Joshua Keating at Slate reviews Samantha Power's The Education of an Idealist.

"It Might Be the Best General-Election Appeal Any of the Candidates Has Devised Yet"

"Democrats have been racing haphazardly to the left, with Warren often in the lead. Some of their ideas, like moving everybody off employer-sponsored insurance and onto a public plan, are toxic to general-election voters. But some ideas have appeal to the left and to swing voters. This is one of them."

Jonathan Chait at New York praises Elizabeth Warren's plan to increase Social Security benefits.

Monday, September 16, 2019

"A Sonic Blueprint That Permeated Everything From Alt-Rock to Mainstream Pop"

"By the time the Cars formed, he had been around the block: already in his mid-30s and a father of four, he'd spent the early 70s in a Crosby Stills and Nash-esque acoustic trio called Milkwood.

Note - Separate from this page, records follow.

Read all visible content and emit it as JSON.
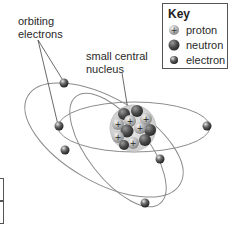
{
  "labels": {
    "orbiting_electrons": [
      "orbiting",
      "electrons"
    ],
    "small_central_nucleus": [
      "small central",
      "nucleus"
    ]
  },
  "key": {
    "title": "Key",
    "items": [
      {
        "label": "proton",
        "symbol": "+",
        "color": "#b8b8b8"
      },
      {
        "label": "neutron",
        "color": "#555555"
      },
      {
        "label": "electron",
        "color": "#4a4a4a"
      }
    ]
  },
  "diagram": {
    "nucleus": {
      "cx": 133,
      "cy": 128,
      "r": 22
    },
    "electron_count": 7
  }
}
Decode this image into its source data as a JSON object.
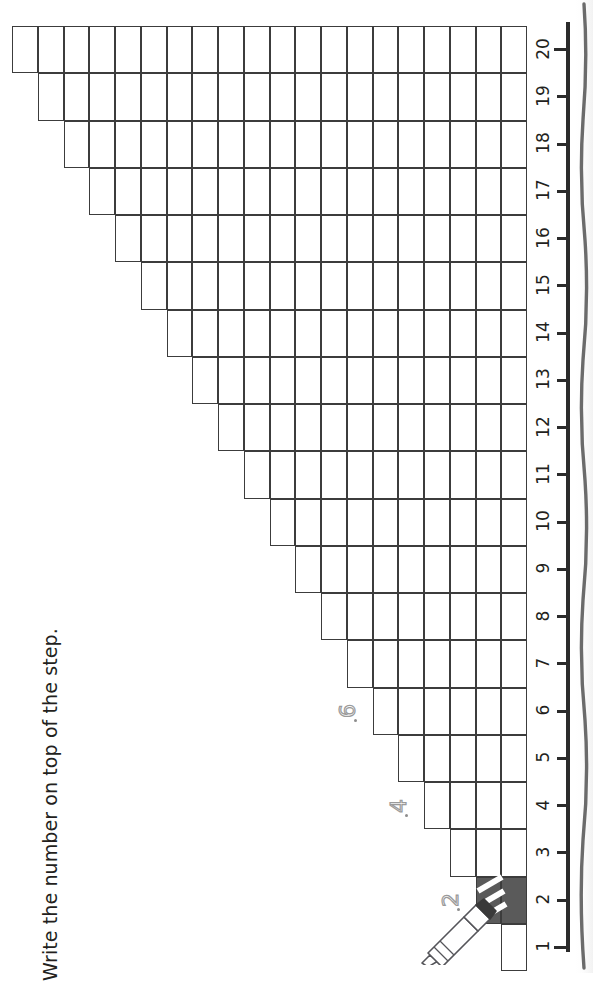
{
  "page": {
    "background_color": "#ffffff",
    "ink_color": "#231f20",
    "grid_line_color": "#3c3c3c",
    "shaded_step_color": "#5a5a5a"
  },
  "instruction": {
    "text": "Write the number on top of the step.",
    "orientation": "rotated-90-ccw"
  },
  "chart_data": {
    "type": "bar",
    "title": "Write the number on top of the step.",
    "xlabel": "",
    "ylabel": "",
    "orientation": "horizontal-staircase",
    "categories": [
      1,
      2,
      3,
      4,
      5,
      6,
      7,
      8,
      9,
      10,
      11,
      12,
      13,
      14,
      15,
      16,
      17,
      18,
      19,
      20
    ],
    "values": [
      1,
      2,
      3,
      4,
      5,
      6,
      7,
      8,
      9,
      10,
      11,
      12,
      13,
      14,
      15,
      16,
      17,
      18,
      19,
      20
    ],
    "xlim": [
      1,
      20
    ],
    "grid": true,
    "legend": false,
    "note": "Each step n is a row of n unit squares; step 2 is shaded dark."
  },
  "number_line": {
    "ticks": [
      "1",
      "2",
      "3",
      "4",
      "5",
      "6",
      "7",
      "8",
      "9",
      "10",
      "11",
      "12",
      "13",
      "14",
      "15",
      "16",
      "17",
      "18",
      "19",
      "20"
    ],
    "min": "1",
    "max": "20",
    "line_color": "#2b2b2b"
  },
  "shaded_step": {
    "step_number": "2",
    "square_count": "2",
    "color": "#5a5a5a"
  },
  "traces": [
    {
      "value": "2",
      "step": "2"
    },
    {
      "value": "4",
      "step": "4"
    },
    {
      "value": "6",
      "step": "6"
    }
  ],
  "pencil": {
    "label": "pencil-illustration",
    "body_color": "#ffffff",
    "outline_color": "#55555a",
    "tip_color": "#3a3a3a"
  },
  "spine": {
    "label": "book-spine-edge",
    "color": "#6b6b6b"
  }
}
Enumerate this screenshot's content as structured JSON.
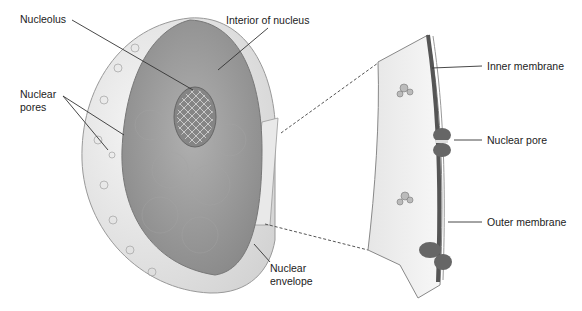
{
  "diagram": {
    "labels": {
      "nucleolus": "Nucleolus",
      "interior": "Interior of nucleus",
      "pores_line1": "Nuclear",
      "pores_line2": "pores",
      "envelope_line1": "Nuclear",
      "envelope_line2": "envelope",
      "inner_membrane": "Inner membrane",
      "nuclear_pore": "Nuclear pore",
      "outer_membrane": "Outer membrane"
    },
    "colors": {
      "interior": "#9a9a9a",
      "shell": "#ececec",
      "nucleolus": "#7a7a7a",
      "membrane_dark": "#555555",
      "label_text": "#222222"
    }
  }
}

He loved straightforward pop music, but he loved what he called 'the left side of the music brain', too: 'My taste was to always go for that mix, even back in the 60s,' he said. 'I loved the Velvet Underground and the Carpenters'."

Alexis Petridis at The Guardian writes an appreciation for Ric Ocasek and the Cars.

As does Rob Sheffield at Rolling Stone.

Saturday, September 14, 2019

"We Need Some Help From You, Now"

"Towards the end of a decade marked by chaotic cultural shifts, mounting tensions, and mass violence, Scooby Doo insists that there is always an underlying solution that may be achieved through calm investigation. They are all automatically united, against their archetypal differences, in pursuit of sanity and normalcy, debunking the extreme situations that have disturbed local everyday life, through patience and pragmatism. In this way, Scooby Doo suggests to the youth of America an alternative path for resistance against a greedy grown-up world, one achieved by outsmarting the enemy, rather than either fighting it or protesting it."

Olivia Rutigliano at CrimeReads marks fifty years of Scooby-Doo.

Wednesday, September 11, 2019

"The Sad Genius of American Photography"

"Yet we do remember–and revere–what he saw and what he achieved with The Americans. Through his deep looking, he taught us how to see the world anew, without sentiment or illusion. His alert and unforgiving gaze showed many Americans what was right under their noses yet invisible to them. It was, in retrospect, a wake-up call but, more than that, a beautiful, if bleakly poetic, vision of modern America, as evocative and unrelenting in its way as any novel or poem by Philip Roth or Saul Bellow."

Sean O'Hagan at The Guardian writes an appreciation of Robert Frank.

Sunday, September 08, 2019

"A Knack for Summarizing Complex Ideas in a Few Pithy Words"

"'What are public intellectuals supposed to do? We're not supposed to be cheerleaders. We're supposed to be prodding those with power to think through what they're doing that will affect us all.'"

At the Portland Press Herald, Matt Schudel writes an obituary for Leslie Gelb.

Saturday, September 07, 2019

"It Isn't a Failing Economy That's Putting Residents Out on the Streets, Though. It's a Booming One"

"It's unusual for the head of one committee to single-handedly spike a piece of legislation, especially if it's the top priority of another committee head in your own party. To Lane and others, Portantino's decision signified something more than Democrat-on-Democrat violence. It was emblematic of a kind of generational warfare that pits the 'younger and more diverse population in California,' says Lane, 'who have lots of student debt, are trying to rent an apartment, need to be in an urban environment near jobs, and are unable to find housing' against 'an older generation of boomers who own their homes and resist multifamily housing, upzoning, and . . . are still a powerful force' in California politics."

Tessa Stuart at Rolling Stone asks, "Why Can't California Solve Its Housing Crisis?"